Lita walked past James to the lamp and flipped off the gentle light before returning to his tense figure, sliding between his outstretched legs…and opening the robe. “Feed yourself.”
The air crackled as James stood slowly, so slowly, rising to his full height. When Lita glimpsed his changed expression, she realized that—at her invitation—a change had snapped through him like a cracking whip, despite the way he rose without hurry. The vampire’s dirt nap had officially ended and the invisible leash was no more. Power rippled over his beautiful body as it pressed close, a hand finding her hip inside the robe, squeezing, his mouth sliding against her ear.
His breath went choppy after issuing a single unexpected command.
“Crawl.”
Lita had a blister on her ankle. It rubbed and rubbed against the back of her red Converse, growing angrier and bloodier by the hour. All it would take to fix the injury was a Band-Aid, but she didn’t have time for that shit. Didn’t have time to take her shoe off, remove the protective strip from its paper packaging and apply it. Performing such a practical task wouldn’t make sense when the world around her had been painted different colors, and normal, everyday activities proved impossible. Sleep wasn’t happening and the act of procuring food seemed like a monumental effort just to feel sick afterward, so she simply walked. Walked and walked around Los Angeles with headphones covering her ears, the star of her own depressing music montage.
Empty didn’t begin to explain the sensation beneath her bones. She felt…dead. In a way, she was. This life, the band, had all been orchestrated by James. Their conversation the morning after they met was still vivid in her memory. Crystal clear and sparkling like drinking glasses fresh from a dishwasher. James had asked her, “What do you do, Lita?” And she’d answered, “I drum.”
That was all it took. He’d found a lead singer and a bass player within two weeks, throwing them together inside rented studio space, and thus, Old News was born. James’s life prior to that time was still a mystery to her. To everyone. If what he’d said before leaving was true, his every action over the last four years had been in the interest of helping her. Out of guilt? Kindness? Lita didn’t know. But none of it seemed real without him standing at her back, watching her from behind dark sunglasses.
Holy, holy shit, she missed him. Okay, they’d had their fair share of squabbles and arguments. More than their fair share. But there’d been some incredible moments wedged in there. Like the time the tour bus had blown a fan belt in Mexico and they’d shared a six-pack on the roof, staring at the sky and waiting for help to arrive. Or the time she’d convinced him to walk out on stage and sing the encore with Old News, which he’d started with a scowl on his face, but ended up smiling.
Dammit. The way he’d left was unfair and stupid, and she wanted to rage at him. Fine, he’d been right about one thing. Lita hadn’t understood the intensity of his needs. He’d blindsided her with the force and sharp quality of them. They were complicated and dark. But her response had been…light. The blinding, white light of an atomic blast. She’d liked James holding her down and saying those frightening words into her hair. Liked the abrasive tone of his voice, liked her strength running out, little by little, until she could only submit. That almost unbearable lift in her stomach, the glorious clearing of her mind…she’d been chasing that feeling by causing trouble for so long, never quite achieving it.
He’d left before she could get a handle on her runaway desires, what they meant, how to voice them. If he’d just given her a minute, she would have begged for more. Would have reassured him that the trust between them was still intact and nothing could damage it. Nothing except him leaving. Leaving her to this existence he’d created and managed from behind the scenes, but neglected to leave the instructions behind.
James wasn’t even home, so they couldn’t properly have it out. His old Mustang wasn’t in the driveway of his house in Santa Monica. Hadn’t been for three days. He’d vanished. And part of her worried that starving nineteen-year-old girl had fabricated his existence in the first place. After all, who gave up their own life in exchange for some scrawny, homeless girl’s success? No person she’d met before him, that was for damn sure. Her own parents hadn’t been in the picture since she turned sixteen, having moved down to Mexico with the settlement they’d received when Lita’s mother broke her ankle on a public bus. After that, she’d floated, living with friends until meeting her one and only boyfriend.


▸ **WORK INSTRUCTION**
Please report every line in the entries that contains the string "span".

▸ **LISTED RECORDS**
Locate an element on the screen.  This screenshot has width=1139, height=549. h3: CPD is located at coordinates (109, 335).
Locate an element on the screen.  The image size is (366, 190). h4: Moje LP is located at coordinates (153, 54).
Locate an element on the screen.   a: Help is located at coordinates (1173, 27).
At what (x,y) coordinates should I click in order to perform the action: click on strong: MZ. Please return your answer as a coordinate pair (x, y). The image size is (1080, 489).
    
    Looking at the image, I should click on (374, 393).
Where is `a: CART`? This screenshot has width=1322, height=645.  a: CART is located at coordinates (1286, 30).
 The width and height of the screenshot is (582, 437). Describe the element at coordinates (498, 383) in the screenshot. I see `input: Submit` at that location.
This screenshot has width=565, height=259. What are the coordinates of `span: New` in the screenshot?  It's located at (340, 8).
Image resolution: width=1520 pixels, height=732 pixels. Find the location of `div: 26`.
...
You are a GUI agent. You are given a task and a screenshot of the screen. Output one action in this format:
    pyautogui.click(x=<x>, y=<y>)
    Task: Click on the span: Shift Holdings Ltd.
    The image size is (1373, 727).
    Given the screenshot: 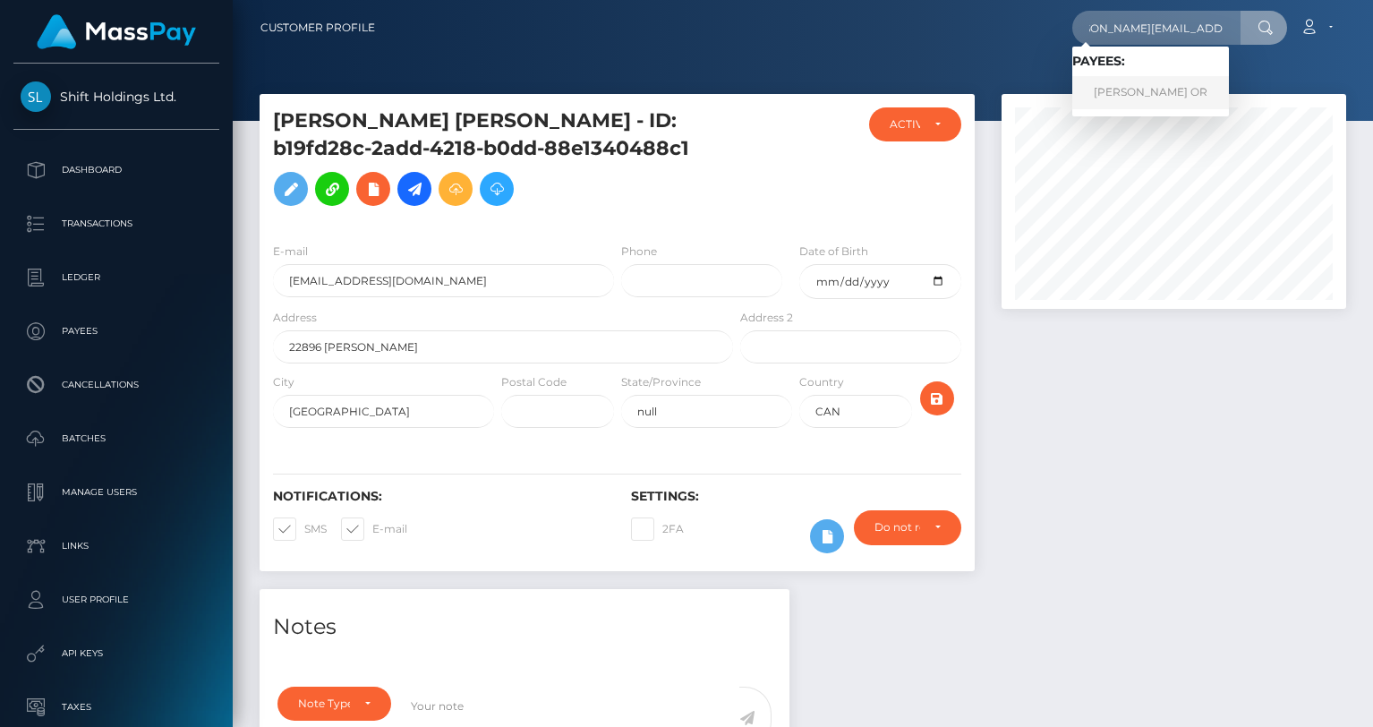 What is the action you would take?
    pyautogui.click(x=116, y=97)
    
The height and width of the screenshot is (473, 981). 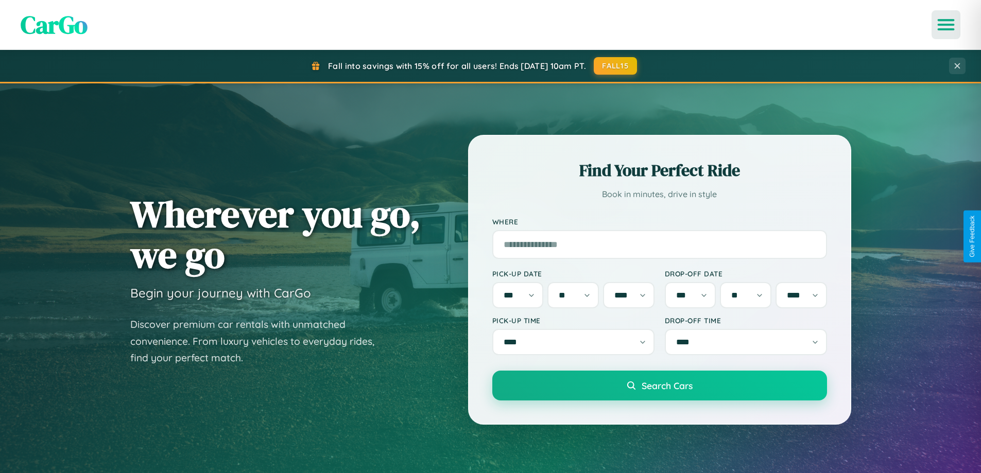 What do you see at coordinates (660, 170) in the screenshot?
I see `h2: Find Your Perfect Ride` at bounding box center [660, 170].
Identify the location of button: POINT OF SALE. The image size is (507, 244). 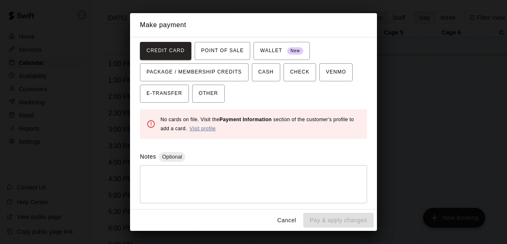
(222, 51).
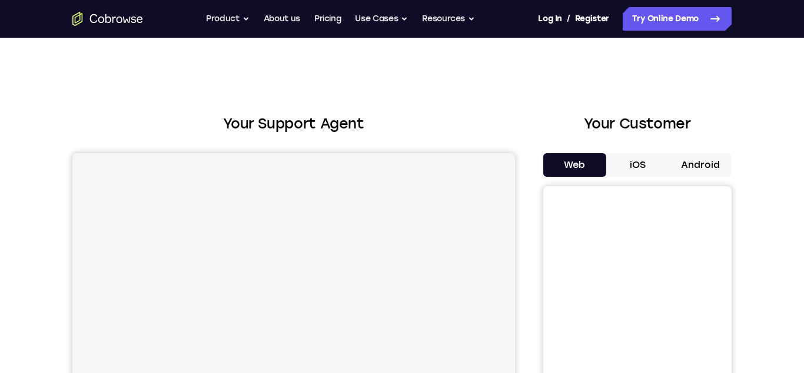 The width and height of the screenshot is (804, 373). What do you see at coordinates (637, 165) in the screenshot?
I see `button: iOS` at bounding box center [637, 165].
* * *
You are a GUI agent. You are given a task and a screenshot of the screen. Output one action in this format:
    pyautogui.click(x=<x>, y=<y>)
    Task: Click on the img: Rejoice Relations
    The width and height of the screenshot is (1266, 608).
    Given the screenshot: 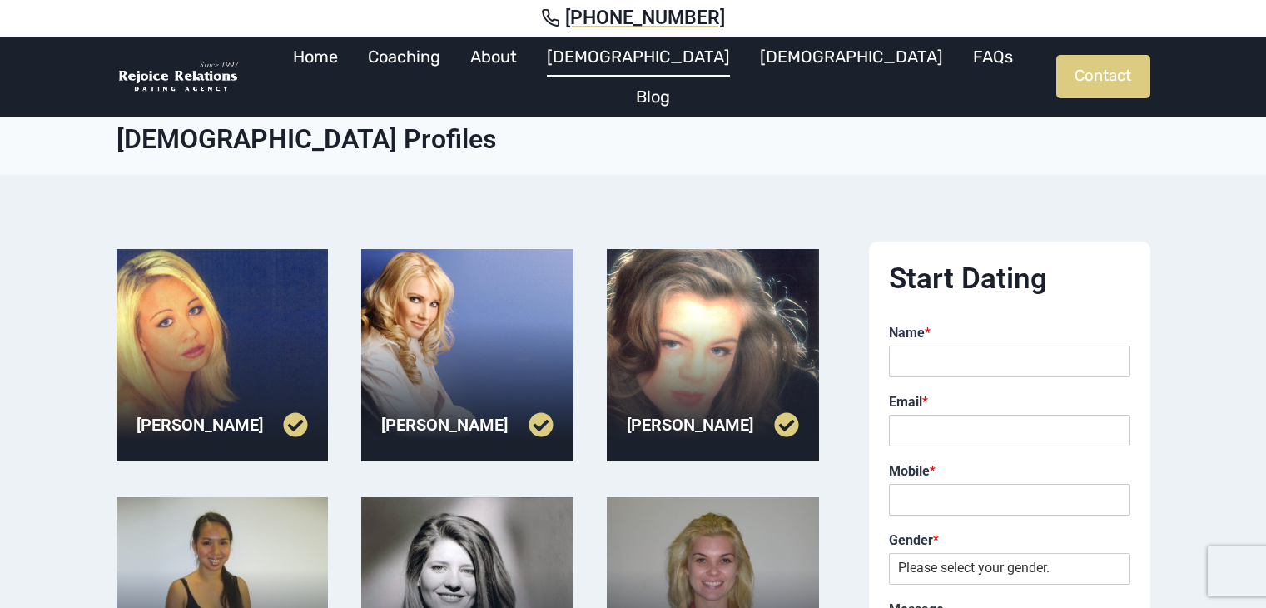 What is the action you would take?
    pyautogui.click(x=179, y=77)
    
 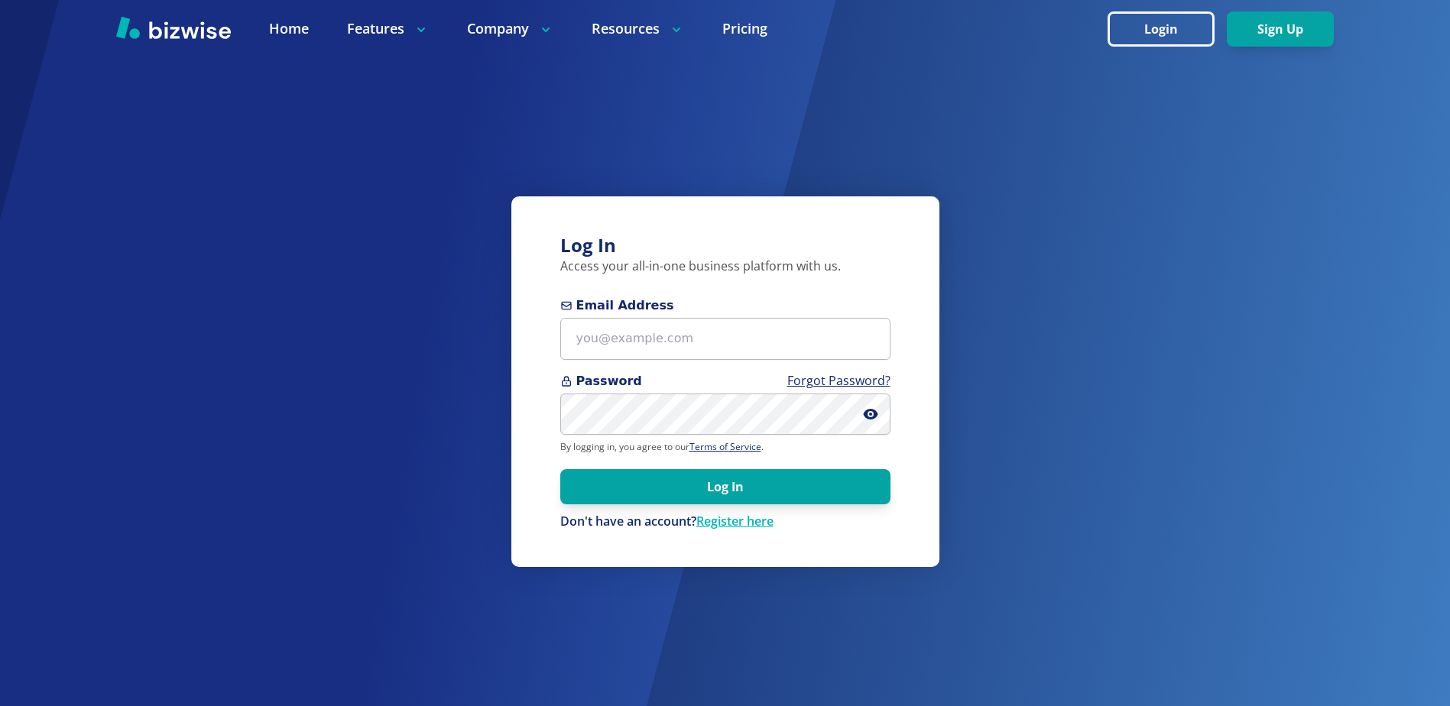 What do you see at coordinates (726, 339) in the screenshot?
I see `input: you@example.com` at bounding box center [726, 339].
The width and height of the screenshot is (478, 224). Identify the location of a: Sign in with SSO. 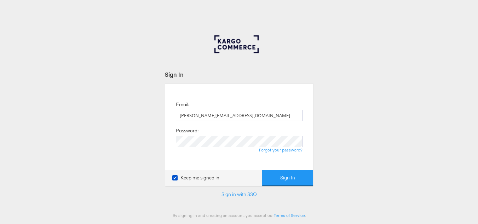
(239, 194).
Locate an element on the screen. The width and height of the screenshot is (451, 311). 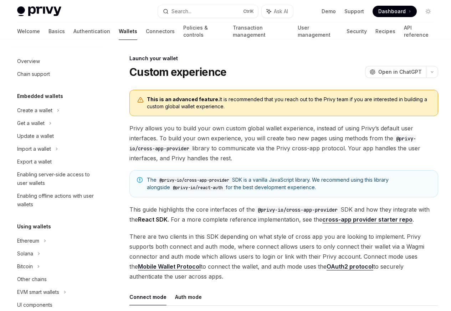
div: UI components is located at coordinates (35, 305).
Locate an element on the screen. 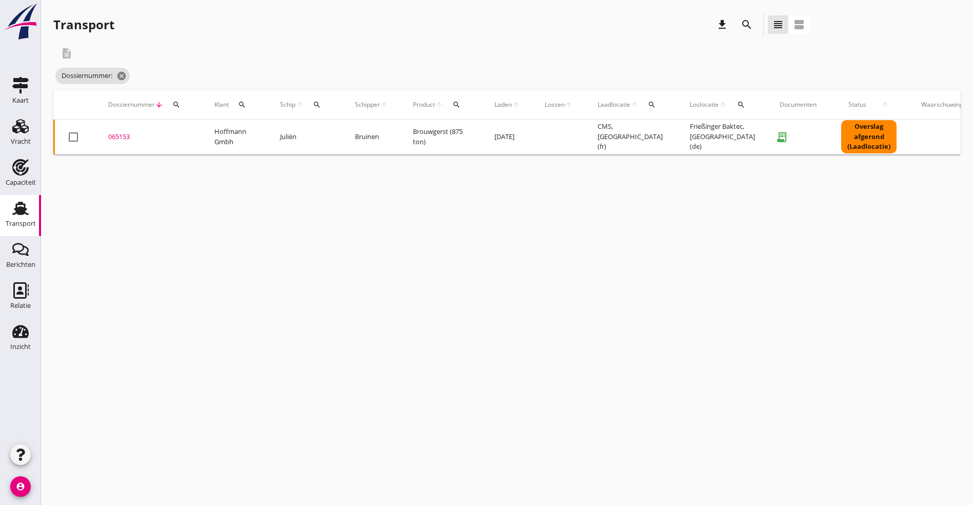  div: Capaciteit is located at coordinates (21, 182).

▸ **ANSWER BOX**
This screenshot has width=565, height=259. What are the coordinates of `span: New` in the screenshot?  It's located at (340, 8).
    Task: Click on the span: Shift Holdings Ltd.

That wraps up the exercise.